The Gilded Flicker (Colaptes chrysoides) is a large-sized woodpecker (mean length of 29 cm) of the Sonoran, Yuma, and eastern Colorado Desert regions of the southwestern United States and northwestern Mexico including all of the Baja Peninsula except the extreme northwestern region. Golden yellow underwings distinguish the Gilded Flicker from the Northern Flicker found within the same region, which have red underwings.

[edit] Habitat

The Gilded Flicker most frequently builds its nest hole in a majestic saguaro cactus.
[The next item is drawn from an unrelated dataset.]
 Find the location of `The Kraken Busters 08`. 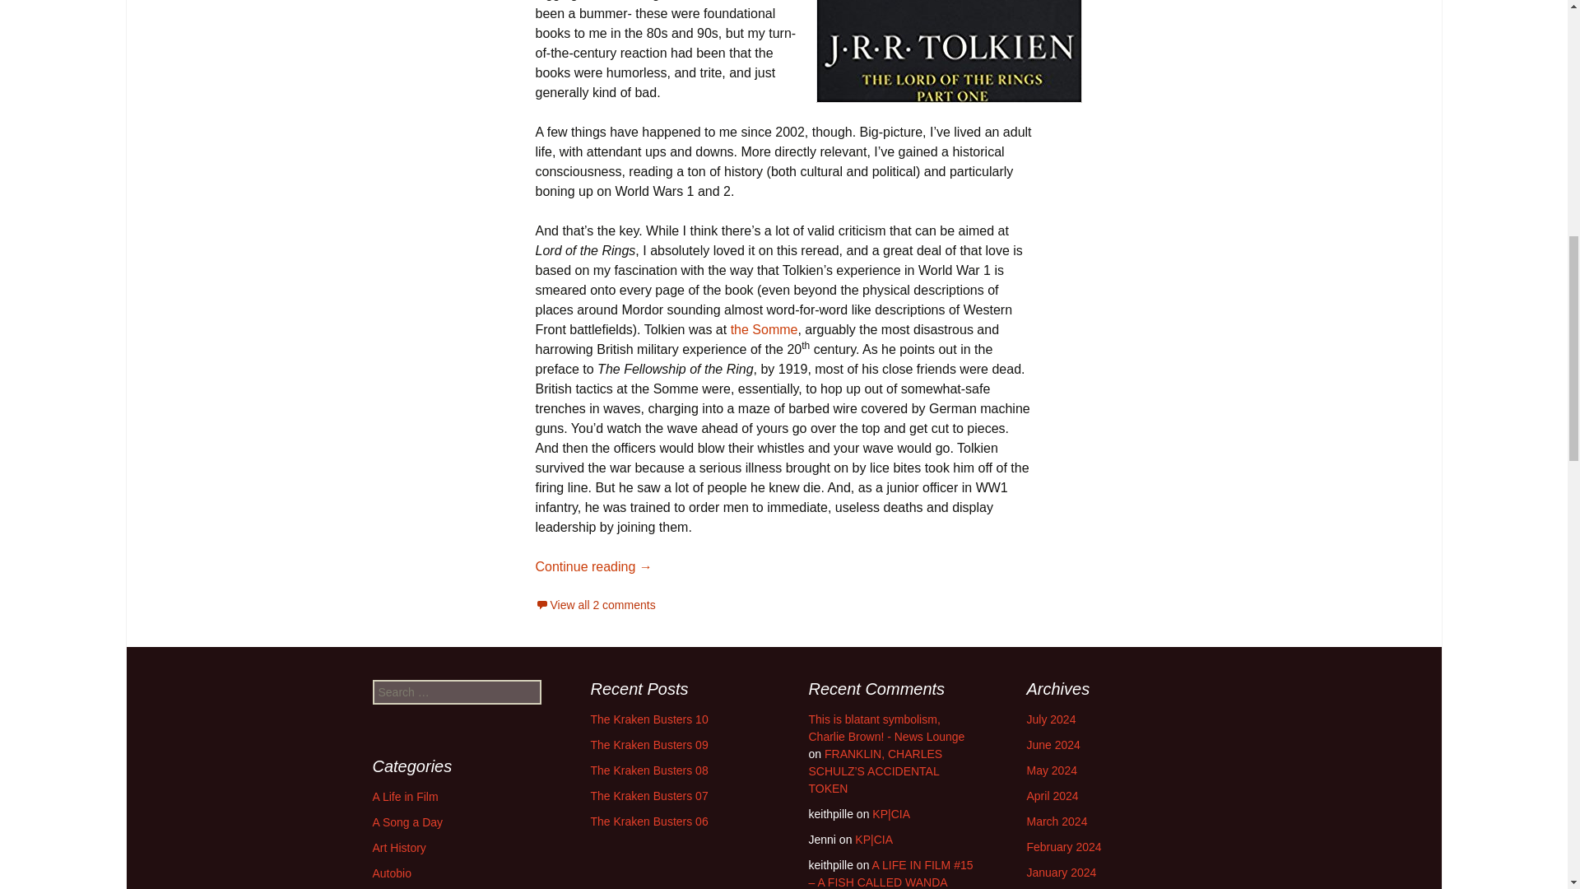

The Kraken Busters 08 is located at coordinates (649, 770).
Northern Flickers, on the other hand, nest in riparian trees and very rarely inhabit saguaros. Gilded Flickers occasionally hybridize with Northern Flickers in the narrow zones where their range and habitat overlap.

[edit] References

  • BirdLife International (2004). Colaptes chrysoides. 2006 IUCN Red List of Threatened Species. IUCN 2006. Retrieved on 11 May 2006. Database entry includes justification for why this species is of least concern
  • Corman, T. E., Wise-Gervais, C. Arizona Breeding Bird Atlas. Albuquerque: University of New Mexico Press. (2005) ISBN 0-8263-3379-6.
  • National Geographic Society Field Guide to the Birds of North America, Third Edition. Washington, D.C.: National Geographic Society. (1999) ISBN 0-7922-7451-2.